Pyramid scheme accused faces asset sale

A COURT yesterday paved the way for Anglo Irish Bank to sell off the assets of alleged pyramid scheme operator Breifne O’Brien in a bid to reduce his alleged €13 million borrowings to the bank and its subsidiaries.

The assets include properties in Dublin, Paris and England, a car showroom in Munich, and shares in an investment fund in Boston, and are valued at more than €11 million, according to an affidavit from the bank.

Colm O hOisín SC, for Anglo, had applied to the Commercial Court to vary a December 2008 order freezing below €18m the accounts of Mr O’Brien, formerly with an address at Invergarry, Silchester Road, Glenageary, but now with an address in Thomastown, Co Kilkenny.

The bank had said it believed it was entitled to act to enforce its securities without any variation, but had brought its application in case a variation was necessary.

John Hennessy SC, for brothers Louis and Robert Dowley of Carrick-on-Suir, Co Tipperary, who gave Mr O’Brien some €3m to invest, opposed any variation and disputed Anglo’s entitlement to seek it.

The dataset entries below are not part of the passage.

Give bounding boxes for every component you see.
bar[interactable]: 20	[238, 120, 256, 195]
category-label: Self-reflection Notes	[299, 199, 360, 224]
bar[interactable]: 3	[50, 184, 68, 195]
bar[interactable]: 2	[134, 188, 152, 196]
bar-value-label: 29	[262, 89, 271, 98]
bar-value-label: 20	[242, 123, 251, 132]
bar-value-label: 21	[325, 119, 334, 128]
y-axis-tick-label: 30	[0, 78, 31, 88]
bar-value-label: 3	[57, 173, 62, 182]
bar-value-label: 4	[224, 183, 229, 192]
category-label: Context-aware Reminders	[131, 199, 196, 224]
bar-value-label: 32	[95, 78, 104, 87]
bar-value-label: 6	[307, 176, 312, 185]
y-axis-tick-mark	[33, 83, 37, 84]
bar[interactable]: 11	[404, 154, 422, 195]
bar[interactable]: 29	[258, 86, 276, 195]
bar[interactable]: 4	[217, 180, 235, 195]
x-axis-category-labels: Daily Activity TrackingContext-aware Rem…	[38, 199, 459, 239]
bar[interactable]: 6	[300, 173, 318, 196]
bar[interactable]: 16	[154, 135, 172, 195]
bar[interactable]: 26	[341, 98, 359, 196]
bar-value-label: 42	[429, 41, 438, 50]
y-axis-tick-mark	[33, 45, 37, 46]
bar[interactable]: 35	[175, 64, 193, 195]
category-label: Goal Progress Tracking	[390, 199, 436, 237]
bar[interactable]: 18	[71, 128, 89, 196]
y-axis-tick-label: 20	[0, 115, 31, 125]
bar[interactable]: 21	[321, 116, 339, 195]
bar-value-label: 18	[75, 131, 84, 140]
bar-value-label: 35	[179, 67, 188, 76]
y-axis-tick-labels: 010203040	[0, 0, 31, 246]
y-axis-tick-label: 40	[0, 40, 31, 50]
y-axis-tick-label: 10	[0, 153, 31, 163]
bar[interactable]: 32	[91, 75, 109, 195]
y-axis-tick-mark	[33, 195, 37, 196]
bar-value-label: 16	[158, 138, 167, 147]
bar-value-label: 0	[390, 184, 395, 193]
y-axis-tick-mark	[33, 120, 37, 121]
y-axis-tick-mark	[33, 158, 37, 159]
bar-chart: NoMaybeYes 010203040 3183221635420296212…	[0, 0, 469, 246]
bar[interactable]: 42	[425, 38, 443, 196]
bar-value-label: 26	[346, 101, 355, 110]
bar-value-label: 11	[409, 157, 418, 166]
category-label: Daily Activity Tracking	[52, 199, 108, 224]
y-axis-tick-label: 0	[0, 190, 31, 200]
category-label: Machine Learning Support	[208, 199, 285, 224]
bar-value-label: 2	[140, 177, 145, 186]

The brothers are among several investors who have secured judgment for sums totalling some €18m against Mr O’Brien, over allegedly operating a “pyramid” investment scheme over some 15 years and misappropriating millions from several investors to fund his personal lifestyle and business interests.

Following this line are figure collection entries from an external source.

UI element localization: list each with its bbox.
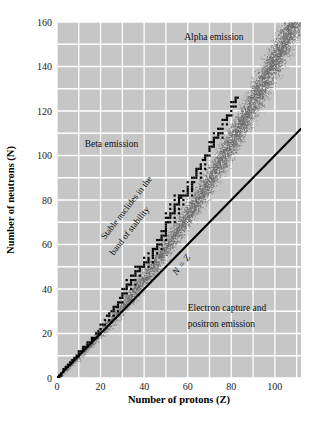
y-tick-label: 160 <box>37 17 52 28</box>
x-tick-label: 0 <box>55 381 60 392</box>
annotation-electron-capture-line1: Electron capture and <box>188 303 267 313</box>
x-axis-title: Number of protons (Z) <box>128 394 230 406</box>
y-tick-label: 80 <box>42 195 52 206</box>
x-tick-label: 40 <box>139 381 149 392</box>
annotation-alpha-emission: Alpha emission <box>184 32 244 42</box>
x-tick-label: 20 <box>96 381 106 392</box>
y-tick-label: 20 <box>42 328 52 339</box>
annotation-beta-emission: Beta emission <box>85 139 139 149</box>
x-tick-label: 80 <box>226 381 236 392</box>
y-tick-label: 140 <box>37 61 52 72</box>
y-axis-title: Number of neutrons (N) <box>5 146 17 254</box>
annotation-electron-capture-line2: positron emission <box>188 319 256 329</box>
x-tick-label: 60 <box>183 381 193 392</box>
y-tick-label: 60 <box>42 239 52 250</box>
y-tick-label: 120 <box>37 106 52 117</box>
chart-svg: 020406080100 020406080100120140160 Alpha… <box>0 0 312 428</box>
nuclide-chart-figure: 020406080100 020406080100120140160 Alpha… <box>0 0 312 428</box>
y-tick-label: 40 <box>42 284 52 295</box>
y-tick-label: 0 <box>47 373 52 384</box>
y-tick-label: 100 <box>37 150 52 161</box>
x-tick-label: 100 <box>267 381 282 392</box>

Mr Justice Kelly Peter earlier this year referred papers to Garda fraud detectives after saying they disclosed evidence relating to the commission of a series of criminal offences.

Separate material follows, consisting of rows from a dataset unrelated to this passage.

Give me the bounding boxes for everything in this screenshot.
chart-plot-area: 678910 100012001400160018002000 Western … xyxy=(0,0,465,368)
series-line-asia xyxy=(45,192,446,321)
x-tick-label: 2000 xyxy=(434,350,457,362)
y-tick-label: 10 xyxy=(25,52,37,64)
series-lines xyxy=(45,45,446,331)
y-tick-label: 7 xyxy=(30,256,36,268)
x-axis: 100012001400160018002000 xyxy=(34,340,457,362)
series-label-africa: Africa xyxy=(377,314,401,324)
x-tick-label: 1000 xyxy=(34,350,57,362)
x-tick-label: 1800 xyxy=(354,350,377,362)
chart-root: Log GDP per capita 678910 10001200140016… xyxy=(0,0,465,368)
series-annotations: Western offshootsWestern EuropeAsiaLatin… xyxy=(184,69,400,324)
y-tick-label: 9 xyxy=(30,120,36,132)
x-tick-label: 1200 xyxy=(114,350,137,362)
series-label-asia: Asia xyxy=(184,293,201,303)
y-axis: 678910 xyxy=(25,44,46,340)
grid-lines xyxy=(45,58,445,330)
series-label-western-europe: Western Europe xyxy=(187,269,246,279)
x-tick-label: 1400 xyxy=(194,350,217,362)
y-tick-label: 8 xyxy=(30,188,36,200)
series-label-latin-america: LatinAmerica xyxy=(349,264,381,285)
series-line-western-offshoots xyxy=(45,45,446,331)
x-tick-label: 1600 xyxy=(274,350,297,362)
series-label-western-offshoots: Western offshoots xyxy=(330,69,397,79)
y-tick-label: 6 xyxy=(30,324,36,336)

Mr Justice Frank Clarke said Anglo’s application yesterday raised an important issue about the position of financial institutions who afford facilities to persons later made the subject of freezing orders. The issue related to the entitlement of institutions to exercise rights they would normally have to enforce their own securities, including the right to “set off” accounts in credit against accounts in debit or to, for example, sell a property on which a loan was secured.

The freezing order was directed against Mr O’Brien and restrained him dissipating his assets or reducing them below the set value, the judge said. The bank was not itself governed by the order except in the sense it was required not to act to aid and abet the frustration of the order.

Unless there was specific wording to that effect, a typical freezing order does not stop a bank exercising its right of set off or acting to realise a security provided the right to set off predated the notification to the bank of the making of the freezing order, the judge ruled. On that basis, there was no necessity for the court to make a variation of the freezing order in this case and he said he would refuse the application.